- DIRECTIONS: Copy only the lines from the one containing "Identify the location of Facebook." through the final line of the records below, exactly as written, with no pictures.

(Collected data entries)
= Beginning of Section =
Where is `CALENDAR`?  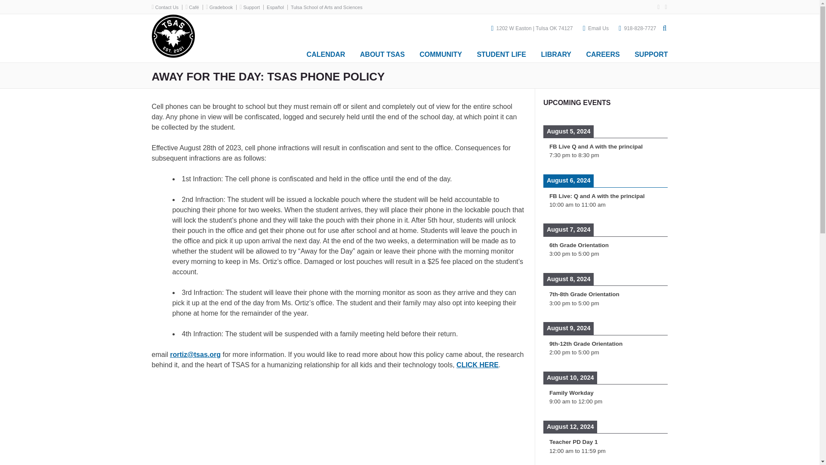 CALENDAR is located at coordinates (326, 51).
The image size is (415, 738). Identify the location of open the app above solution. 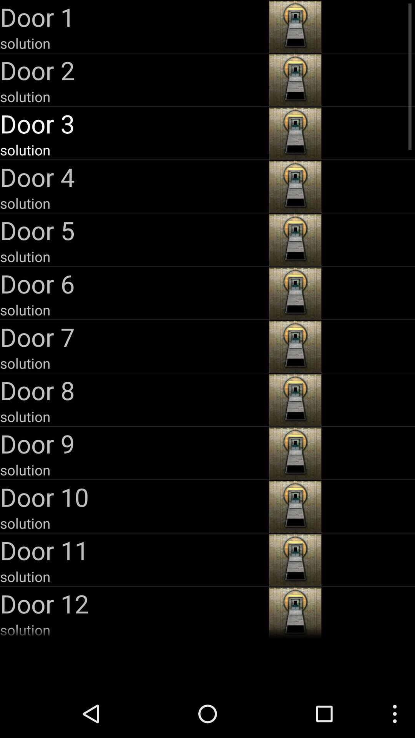
(134, 444).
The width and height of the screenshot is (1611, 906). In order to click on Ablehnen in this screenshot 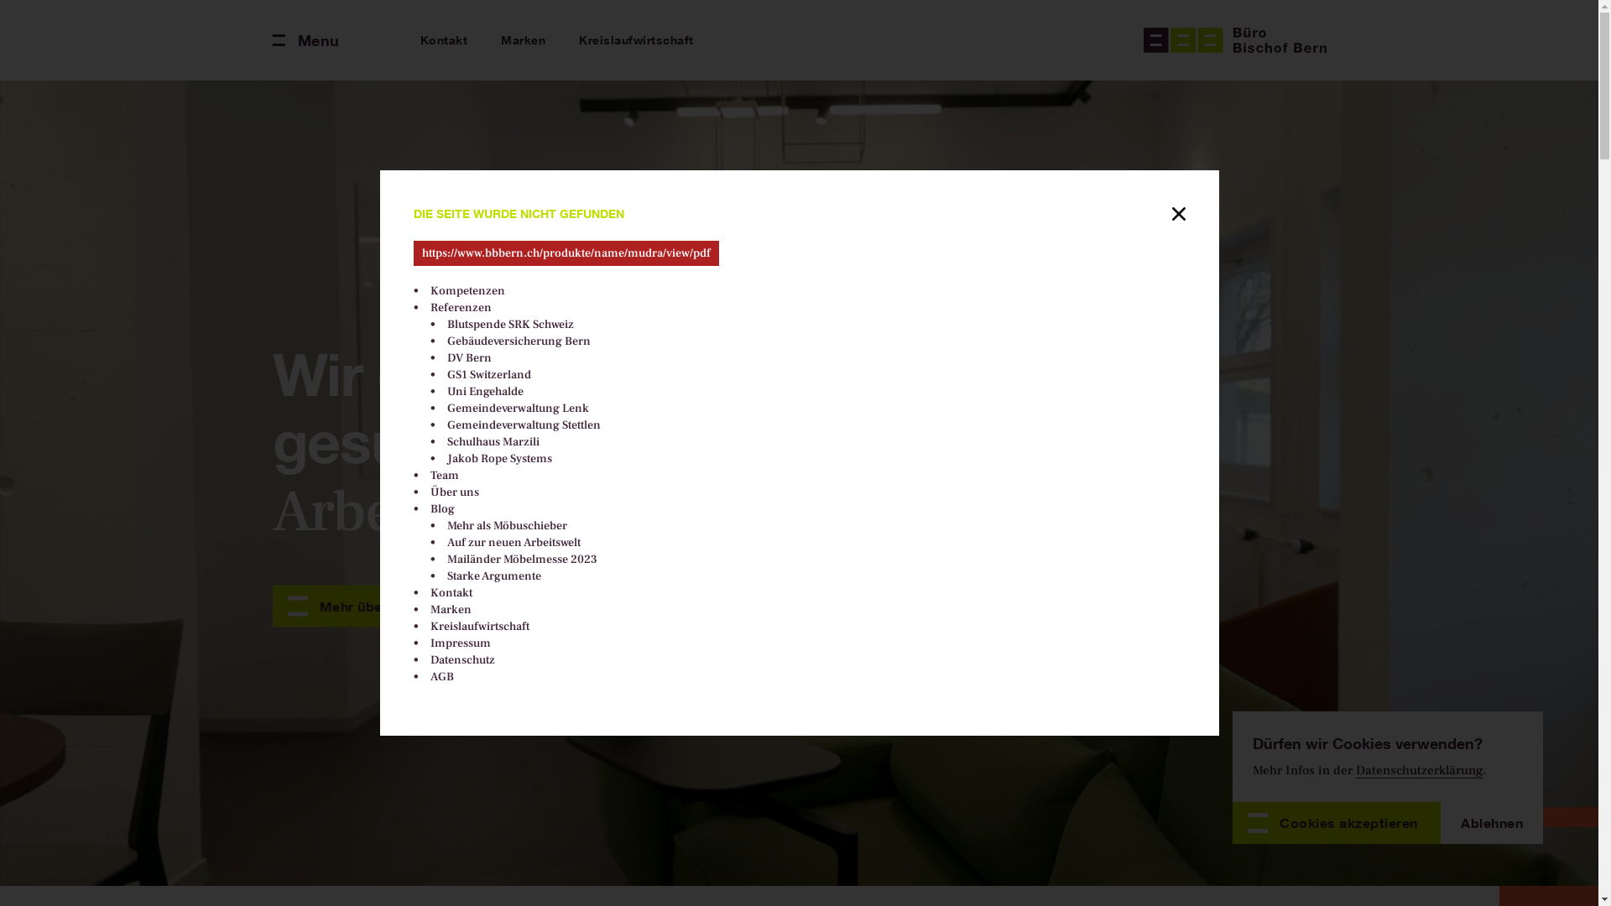, I will do `click(1491, 823)`.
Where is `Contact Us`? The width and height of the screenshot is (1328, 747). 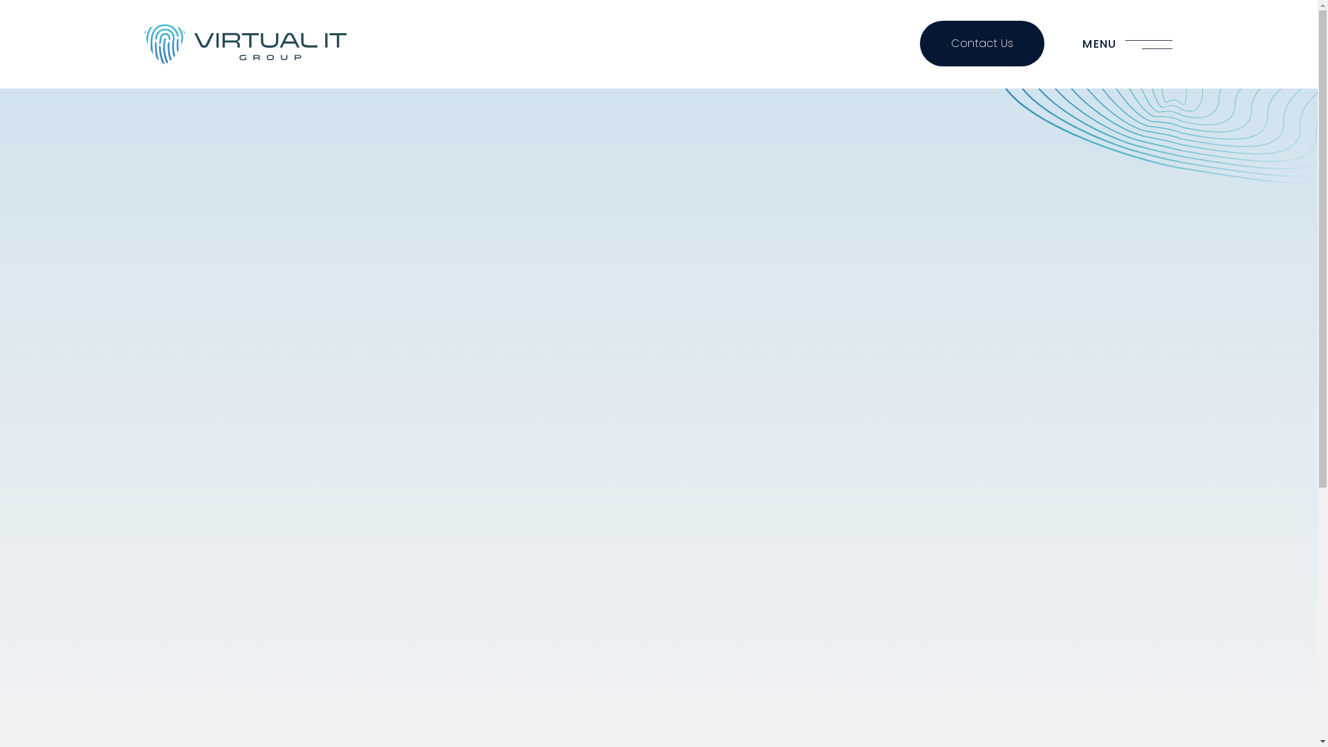
Contact Us is located at coordinates (982, 44).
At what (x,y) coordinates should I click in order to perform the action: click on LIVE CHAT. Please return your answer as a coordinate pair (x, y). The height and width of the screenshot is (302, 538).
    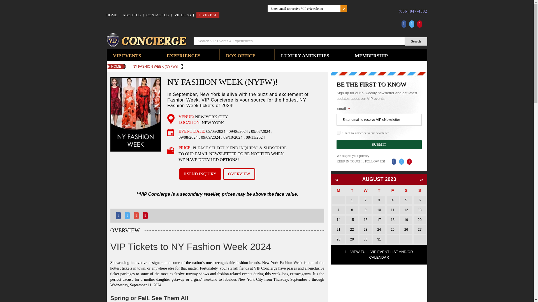
    Looking at the image, I should click on (208, 15).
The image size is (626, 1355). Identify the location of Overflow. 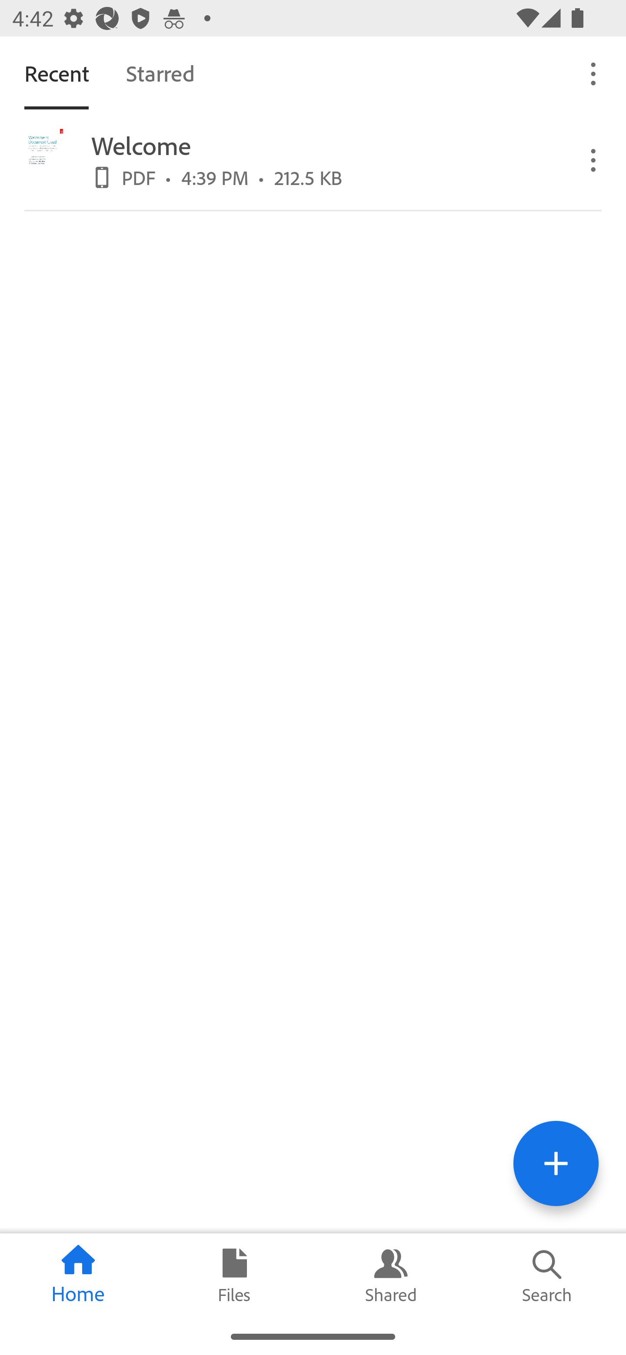
(594, 73).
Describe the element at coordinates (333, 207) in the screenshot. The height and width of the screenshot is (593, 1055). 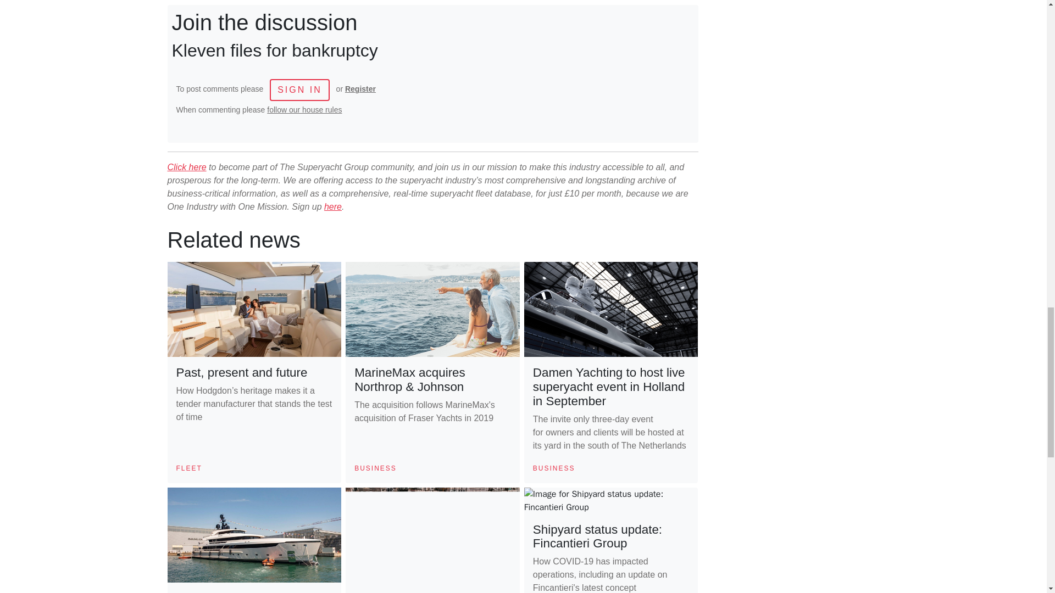
I see `here` at that location.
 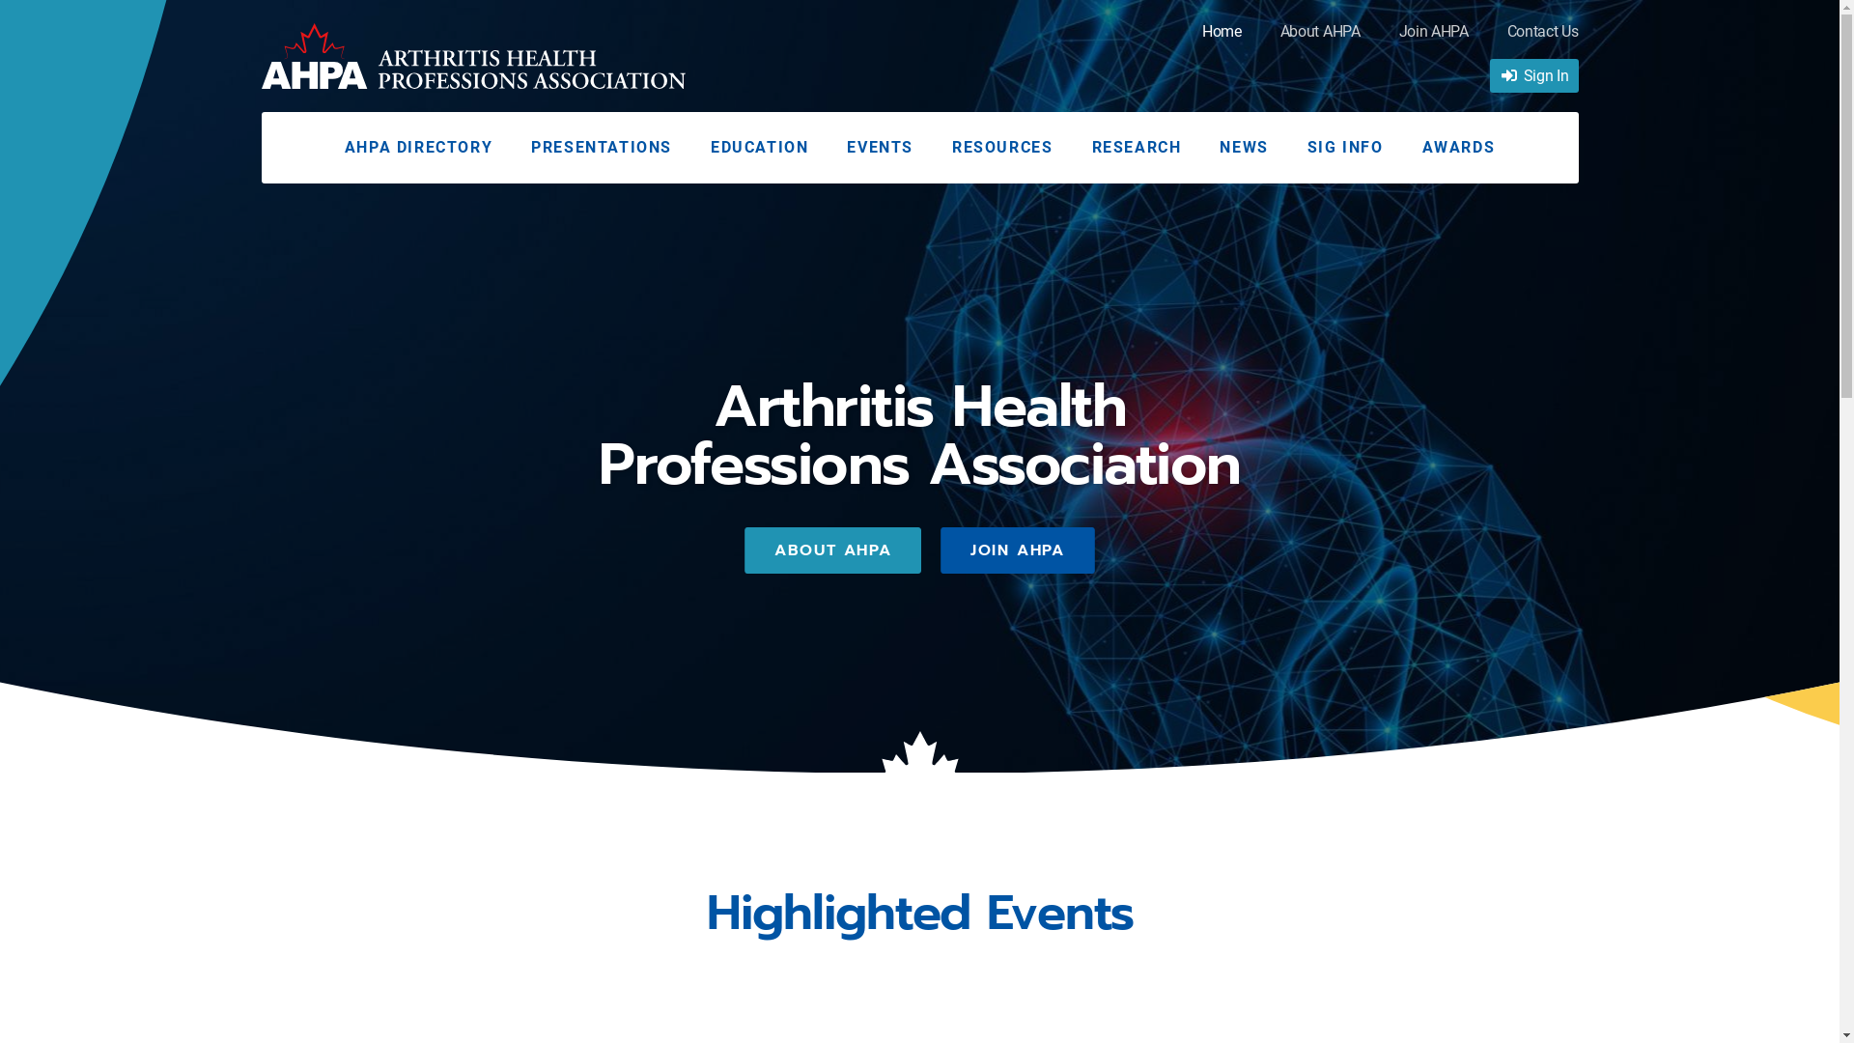 What do you see at coordinates (1434, 37) in the screenshot?
I see `Join AHPA` at bounding box center [1434, 37].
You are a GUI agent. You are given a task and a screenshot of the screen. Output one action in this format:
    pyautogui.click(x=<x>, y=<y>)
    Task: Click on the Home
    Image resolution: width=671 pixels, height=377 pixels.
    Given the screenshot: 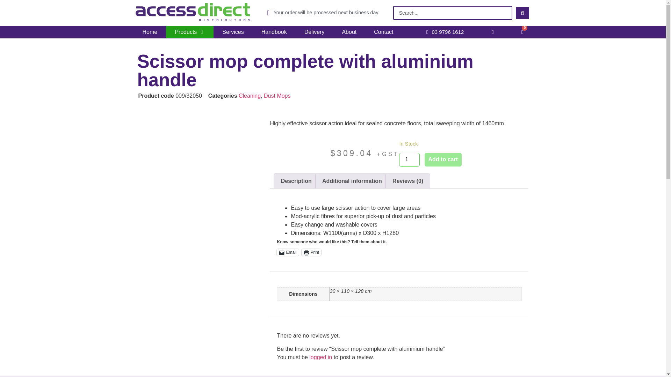 What is the action you would take?
    pyautogui.click(x=150, y=32)
    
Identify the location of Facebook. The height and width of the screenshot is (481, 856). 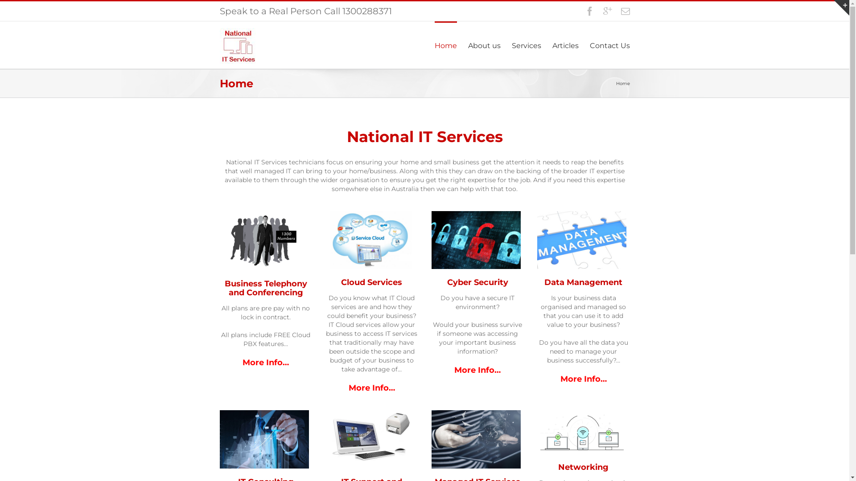
(589, 11).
= End of Section =
- ANSWER SPACE:
Identify the location of Facebook. The height and width of the screenshot is (481, 856). 
(589, 11).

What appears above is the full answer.